They repudiated the papal supremacy, and adopted articles of religion sufficiently evangelical in form, but they retained episcopacy, the liturgy, and the surplice; the cross was still used in baptism, the people bowed at the name of Jesus, and knelt at the communion.

They could prove, further, and prove they did, that Archbishops Wake and Potter had both declared that the Moravian episcopacy was genuine; that Potter had described the Moravian Brethren as apostolical and episcopal; and that when Zinzendorf was made a Bishop, Potter himself had written him a letter of congratulation.

Nothing now hindered the establishment of Presbytery in London; and, actually, through the months of July and August 1646, while the King was making his solitary personal stand for Episcopacy at Newcastle, the Presbyterian machinery was coming into operation in the capital. "Matters here," writes Baillie, July 14, "look better upon it, blessed be God, than sometimes they have.

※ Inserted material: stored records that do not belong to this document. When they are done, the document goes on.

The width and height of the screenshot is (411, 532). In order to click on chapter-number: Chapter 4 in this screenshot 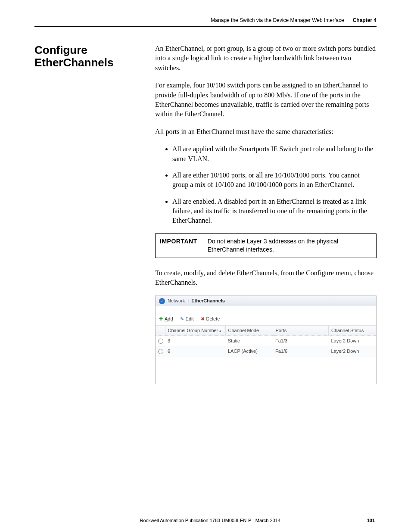, I will do `click(364, 20)`.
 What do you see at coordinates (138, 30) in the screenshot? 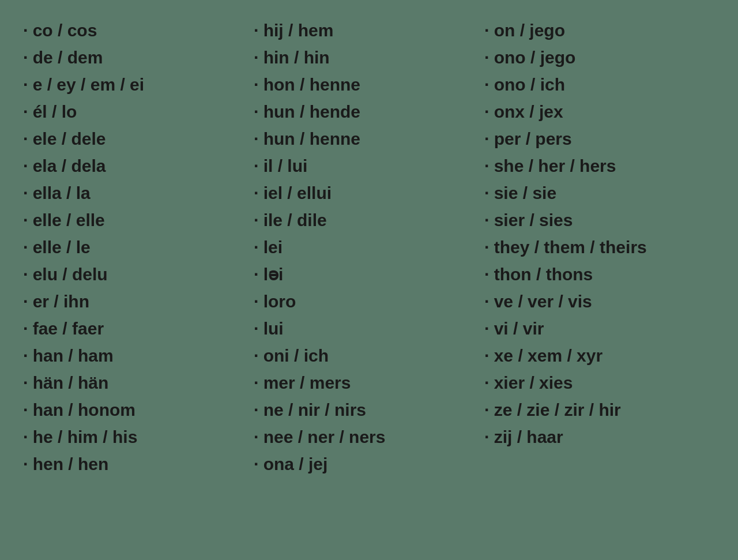
I see `list-item: co / cos` at bounding box center [138, 30].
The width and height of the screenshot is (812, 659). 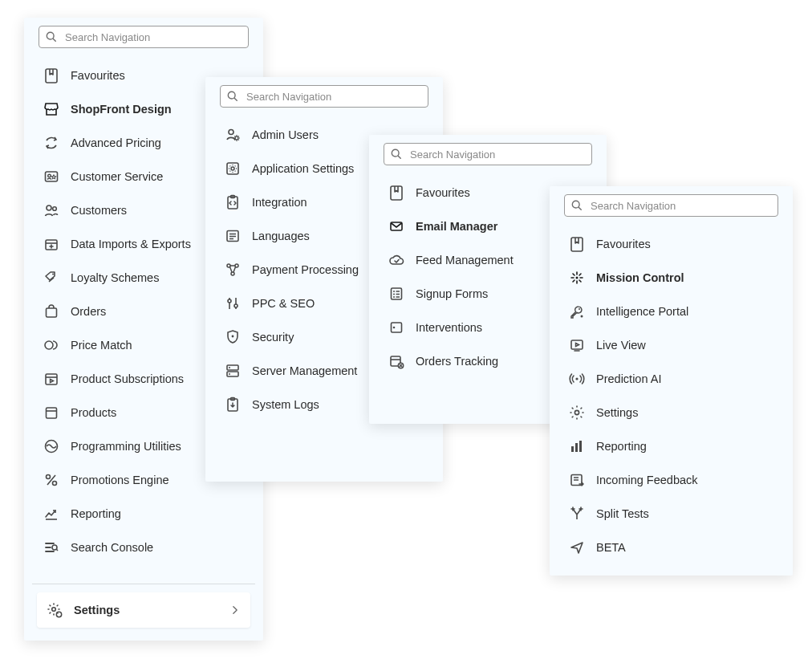 What do you see at coordinates (233, 236) in the screenshot?
I see `text-panel-icon` at bounding box center [233, 236].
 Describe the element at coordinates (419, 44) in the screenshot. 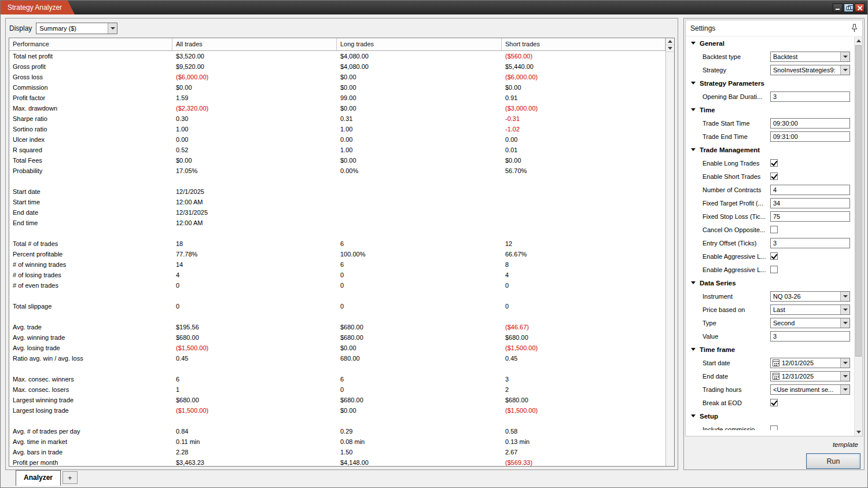

I see `column-header-long-trades: Long trades` at that location.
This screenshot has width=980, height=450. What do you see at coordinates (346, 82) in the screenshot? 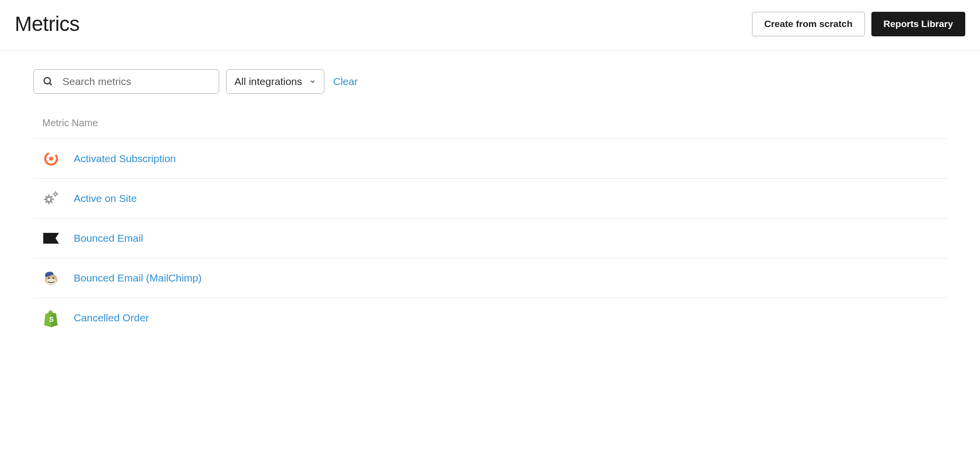
I see `clear-filters-link: Clear` at bounding box center [346, 82].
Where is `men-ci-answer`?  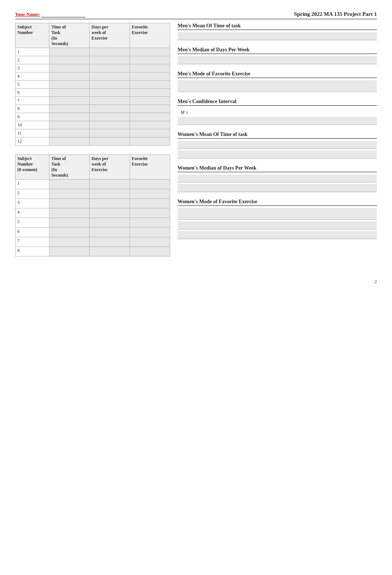 men-ci-answer is located at coordinates (277, 121).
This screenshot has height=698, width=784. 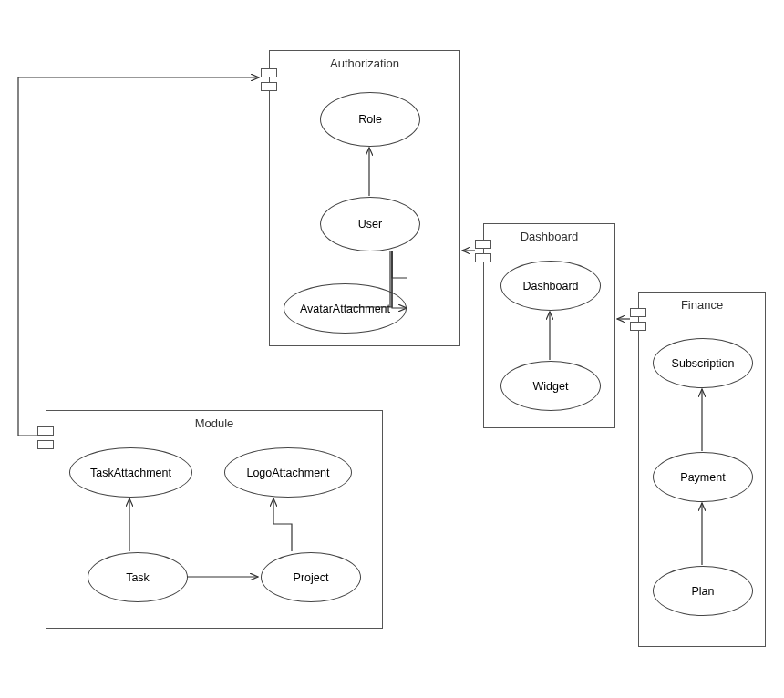 I want to click on module-authorization: Authorization Role User AvatarAttachment, so click(x=365, y=199).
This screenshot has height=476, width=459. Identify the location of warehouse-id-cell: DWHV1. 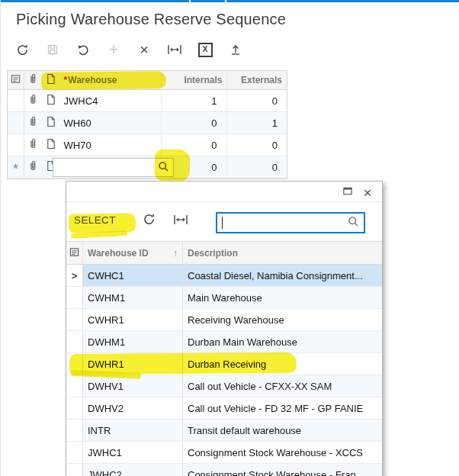
(133, 386).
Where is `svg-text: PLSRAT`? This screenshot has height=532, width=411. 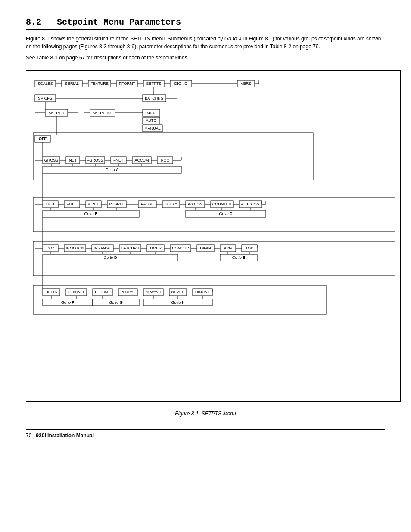
svg-text: PLSRAT is located at coordinates (128, 292).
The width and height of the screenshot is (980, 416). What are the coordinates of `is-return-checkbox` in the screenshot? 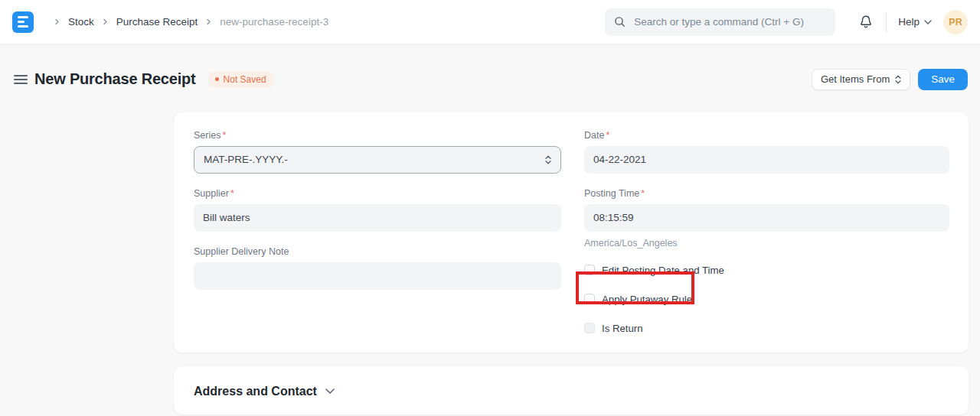 It's located at (590, 328).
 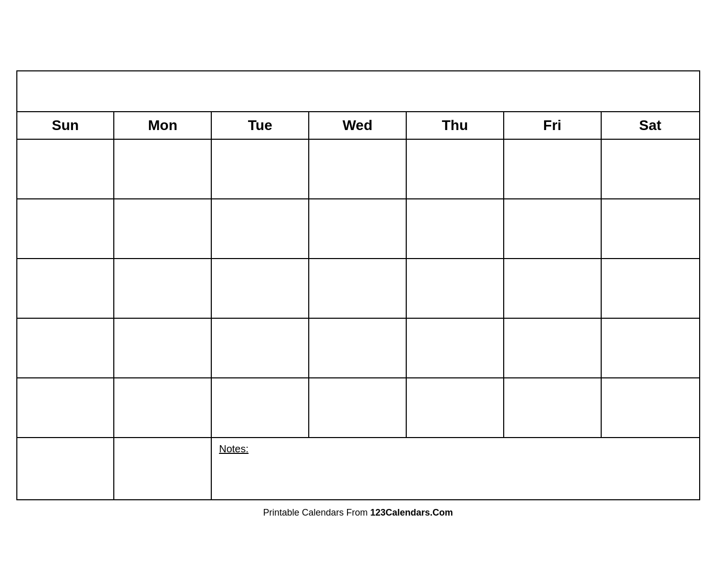 What do you see at coordinates (66, 469) in the screenshot?
I see `notes-cell-sun` at bounding box center [66, 469].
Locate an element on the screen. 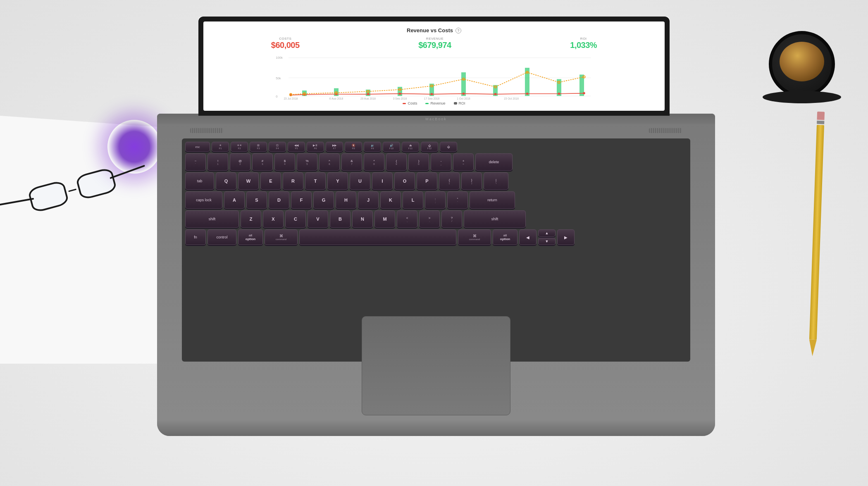 This screenshot has height=486, width=868. arrow-keys-vertical: ▲ ▼ is located at coordinates (547, 237).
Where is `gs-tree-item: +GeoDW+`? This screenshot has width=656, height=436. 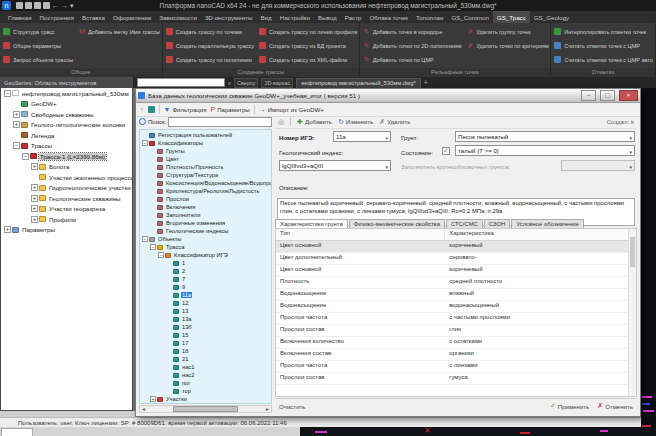
gs-tree-item: +GeoDW+ is located at coordinates (66, 104).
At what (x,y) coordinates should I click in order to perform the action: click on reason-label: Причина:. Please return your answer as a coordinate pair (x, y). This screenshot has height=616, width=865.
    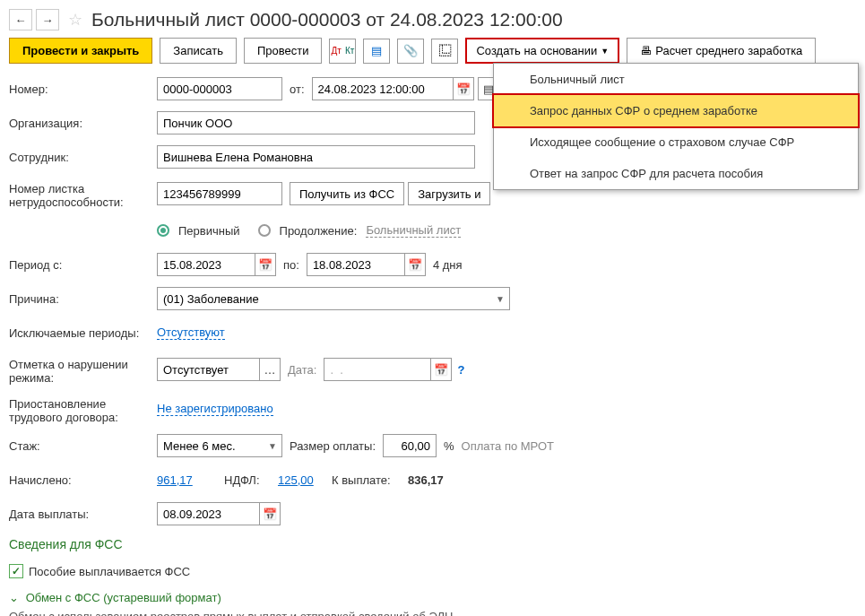
    Looking at the image, I should click on (82, 299).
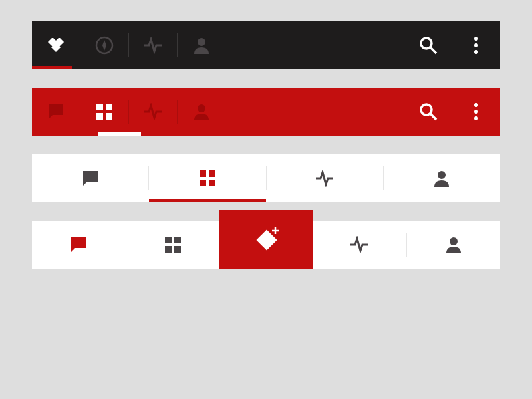 The height and width of the screenshot is (399, 532). Describe the element at coordinates (56, 45) in the screenshot. I see `tab-logo` at that location.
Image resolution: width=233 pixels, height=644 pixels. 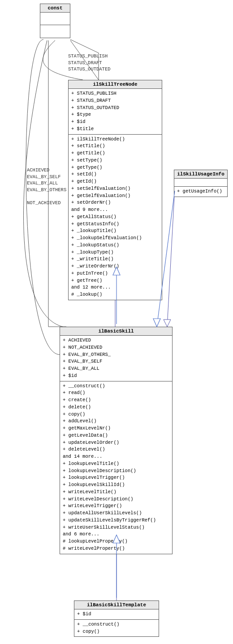 I want to click on field-title: + $title, so click(x=115, y=129).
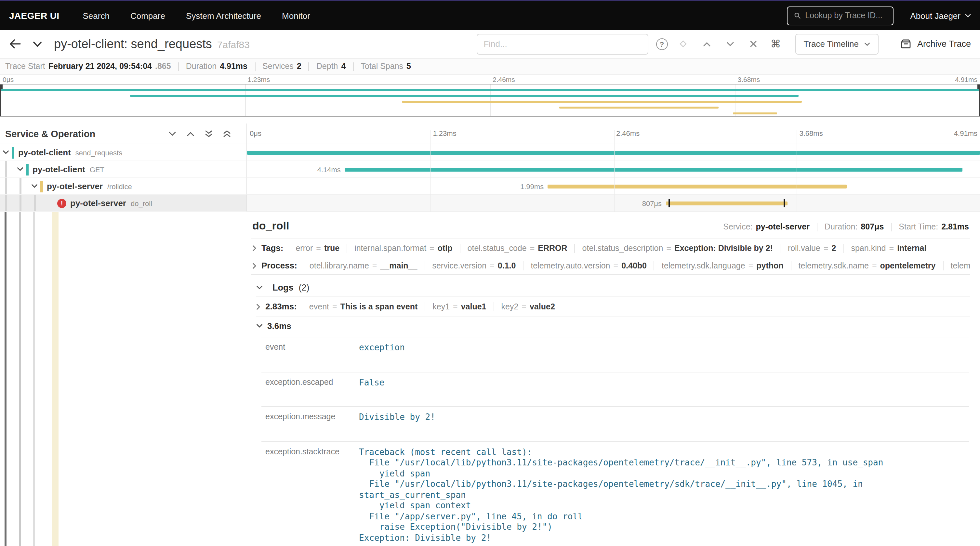 The image size is (980, 546). I want to click on minimap-tick-labels: 0μs 1.23ms 2.46ms 3.68ms 4.91ms, so click(490, 79).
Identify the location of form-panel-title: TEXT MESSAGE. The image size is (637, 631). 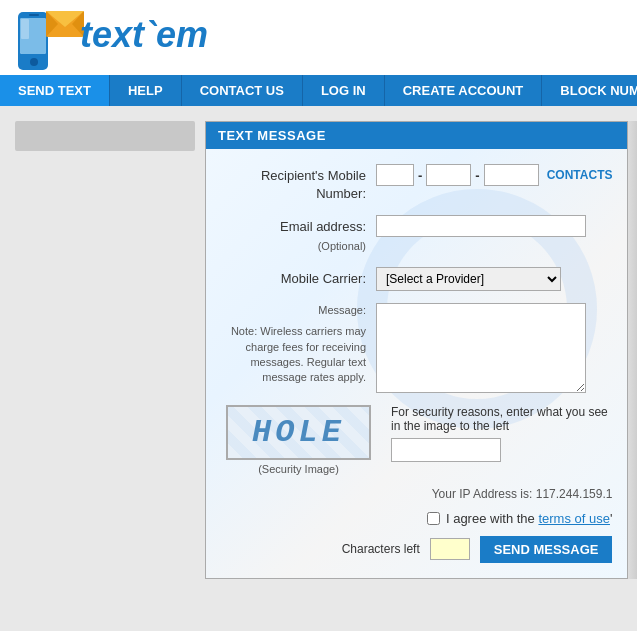
(416, 136).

'My father used to protest I was born to be a strolling pedlar. SIR WALTER SCOTT Autobiography. 'You have done Auchinleck much honour and have, I hope, overcome my father who has never forgiven your warmth for monarchy and episcopacy. I am anxious to see how your pages will operate on him. Boswell had good grounds for thus expressing himself to Johnson over the publication of the latter's book.

The furious zeal for liberty and Presbyterian discipline, which had hitherto run uncontrolled throughout the nation, now at last excited an equal ardor for monarchy and Episcopacy, when the intention of abolishing these ancient modes of government was openly avowed by the parliament. * Clarendon, vol. iii. p. 137, 139. Dugdale, p. 95.

Most of their writers lay claim to the Apostolic succession, through Adam Loftus, consecrated in England, according to the ancient rite, by Hugh Curwen, an Archbishop in communion with the See of Rome, at the time of his elevation to the episcopacy. In February, 1551, Sir Anthony St.

I had the making of a real Harvard man in me, and of a Unitarian, nicely balanced between radicalism and amateur episcopacy. Now, I am an orthodox ruin, and the undutiful stepson of a Down East alma mater. I belong nowhere; I'm at odds. Is Hubbard's wife really handsome, or is she only country-pretty?"

The question involves an answer which goes back a century farther, even to the time when Episcopacy was established in Scotland as a state religion under the reign of the Stuart kings.

See Dr Field, Of the Church, lib. 5, cap. 54; Bilson, de Gubern. Eccl., cap. 15, p. 417; the author of The History of Episcopacy, part 2, p. 360. If only preaching and baptising, then not praying and reading in the congregation, ministering the Lord’s supper, visiting the sick and particular families.